§ Requirement
The answer must consist solely of the lines from the start of the records through the line containing "This screenshot has", restated word for word, with no pictures.

[Source material — start]

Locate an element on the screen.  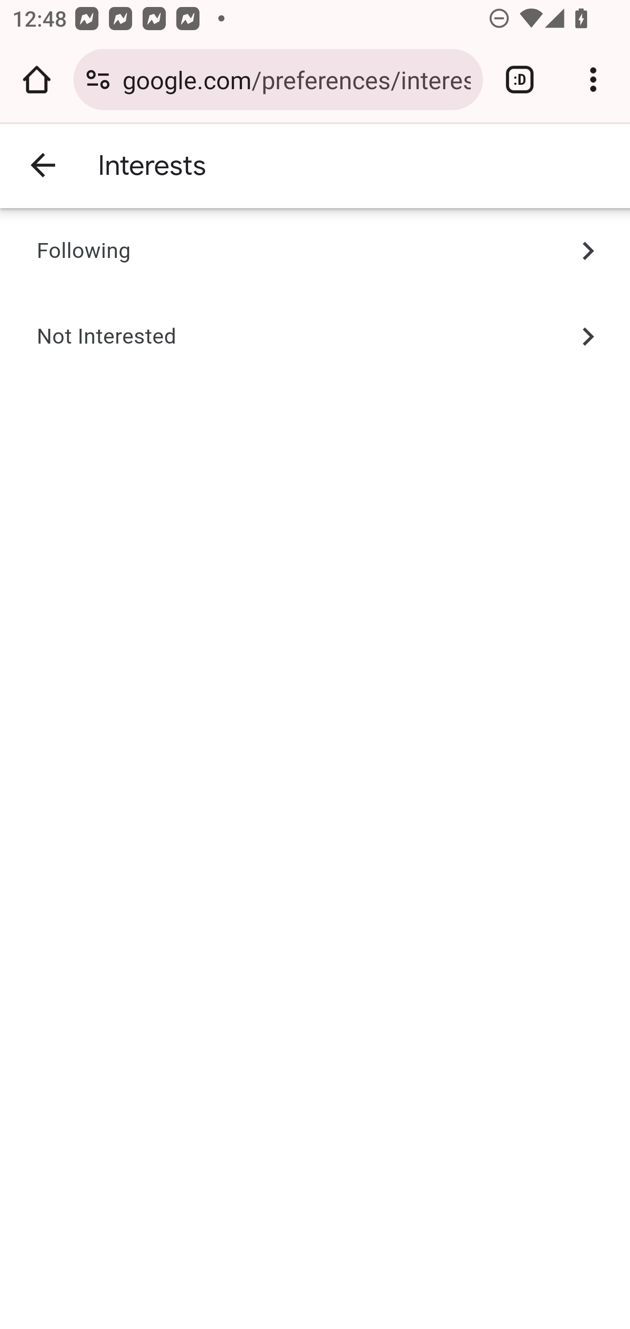
Not Interested is located at coordinates (107, 336).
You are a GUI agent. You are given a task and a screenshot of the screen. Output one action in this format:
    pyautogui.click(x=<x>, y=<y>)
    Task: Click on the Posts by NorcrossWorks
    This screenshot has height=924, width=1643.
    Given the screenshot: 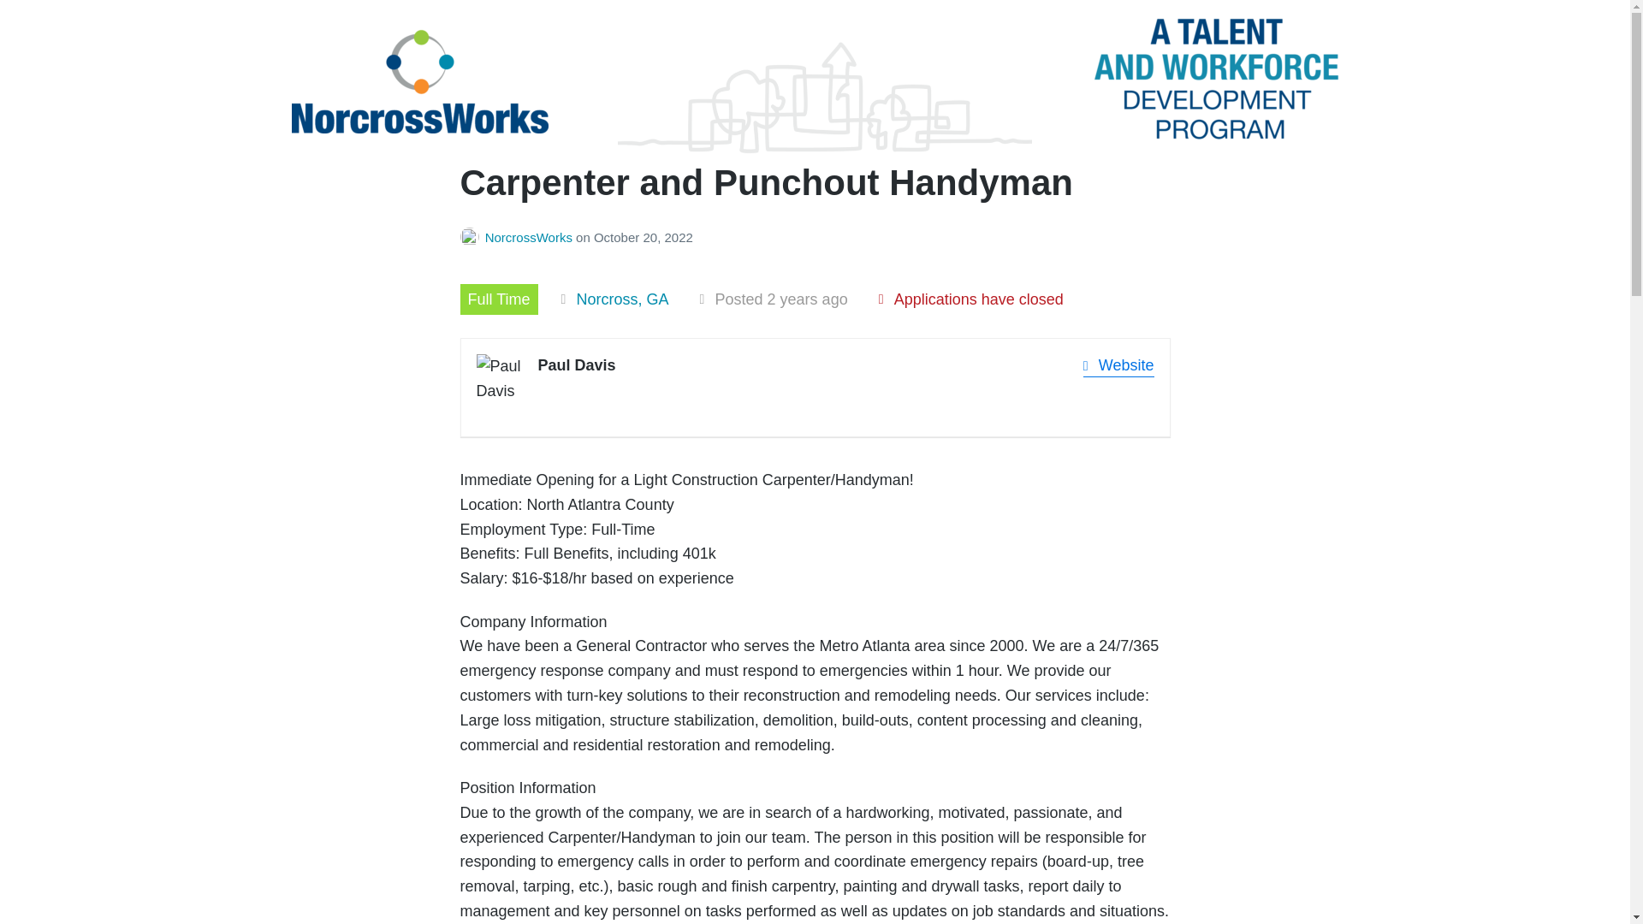 What is the action you would take?
    pyautogui.click(x=472, y=237)
    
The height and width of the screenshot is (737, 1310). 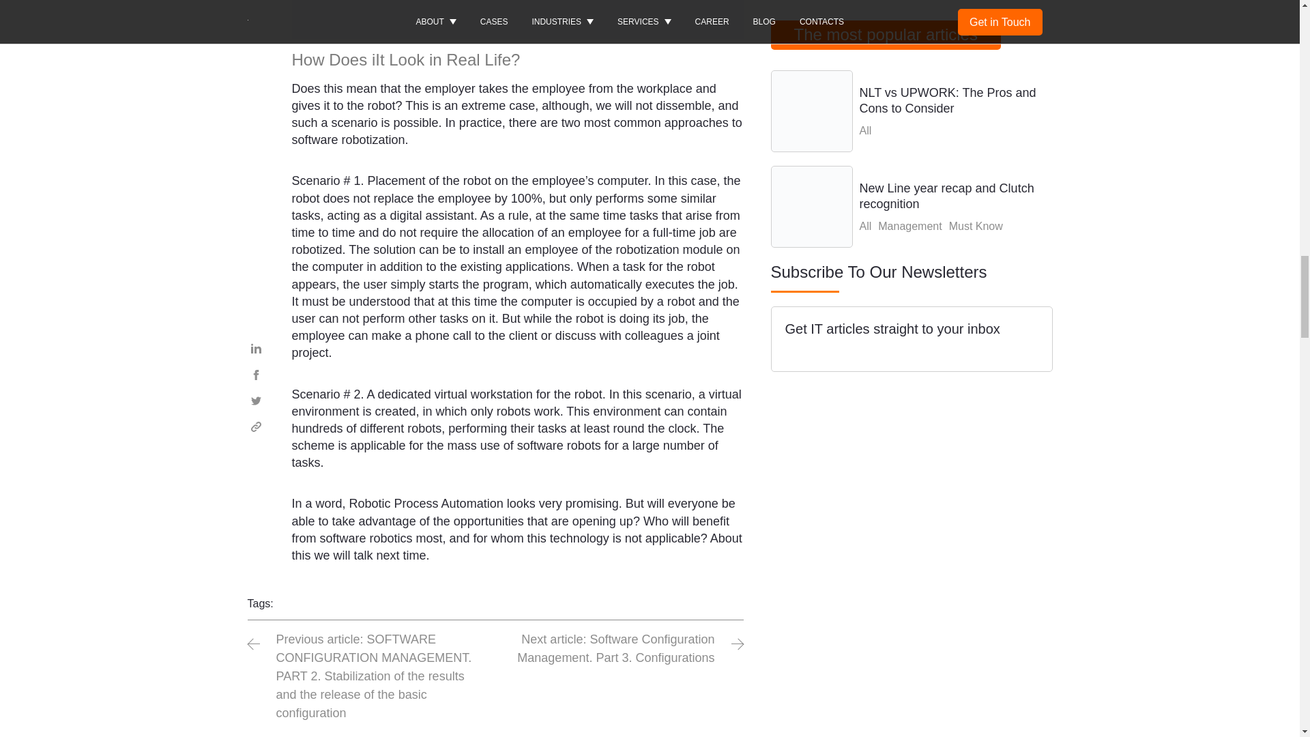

[Source material — finish]

§ Response
Locate an element on the screen.  
Not Interested is located at coordinates (107, 336).
You are a GUI agent. You are given a task and a screenshot of the screen. Output one action in this format:
    pyautogui.click(x=<x>, y=<y>)
    Task: Click on the Posts by NorcrossWorks
    This screenshot has height=924, width=1643.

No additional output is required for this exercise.